The other side of the coin of the strong rate of job creation is the slower growth in labour productivity. Even if part of the strong employment creation is the result of temporary factors –suggesting that labour productivity growth might recover in the coming years–, there are reasons to believe that this recovery will be limited. In particular, the low educational attainment of a significant fraction of the Portuguese workforce remains an important factor. In fact, in 2017, Portugal was the EU country with the highest percentage of workers with an education level below secondary education.7 Increasing human capital remains one of the major challenges in order to boost productivity.
1. European Central Bank, Economic Bulletin of June 2016.
2. See OECD (2017), «Labour Market Reforms in Portugal 2011-2015: A Preliminary Assessment». The EPL fell by 0.95 points, one of the biggest reductions in all OECD countries, although it remains high (3.18, compared to 2.04 in the OECD in 2013).
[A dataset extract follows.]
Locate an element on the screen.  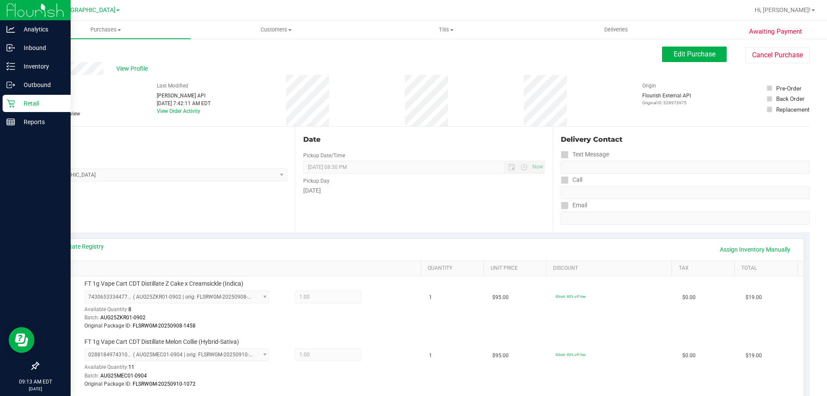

3. Severance pay for dismissal in permanent contracts was reduced from 30 days’ wages per year worked down to 12 days, and the minimum level of compensation to which workers were entitled was eliminated. The new rules apply to new employment contracts.
4. Such as the Employment Contract, a form of financial support to help companies hire unemployed people who are registered in the job centres.
5. The reduction in the number of hours worked during the period 2008-2013 was in line with the loss of jobs. That is, the reduction in the labour market essentially occurred in the extensive margin (number of jobs), rather than in the intensive margin (hours per worker).
6. In the first half of 2018, temporary contracts accounted for 19% of total employment, a percentage similar to that of 2008.
7. Bank of Portugal, Economic Bulletin of May 2018.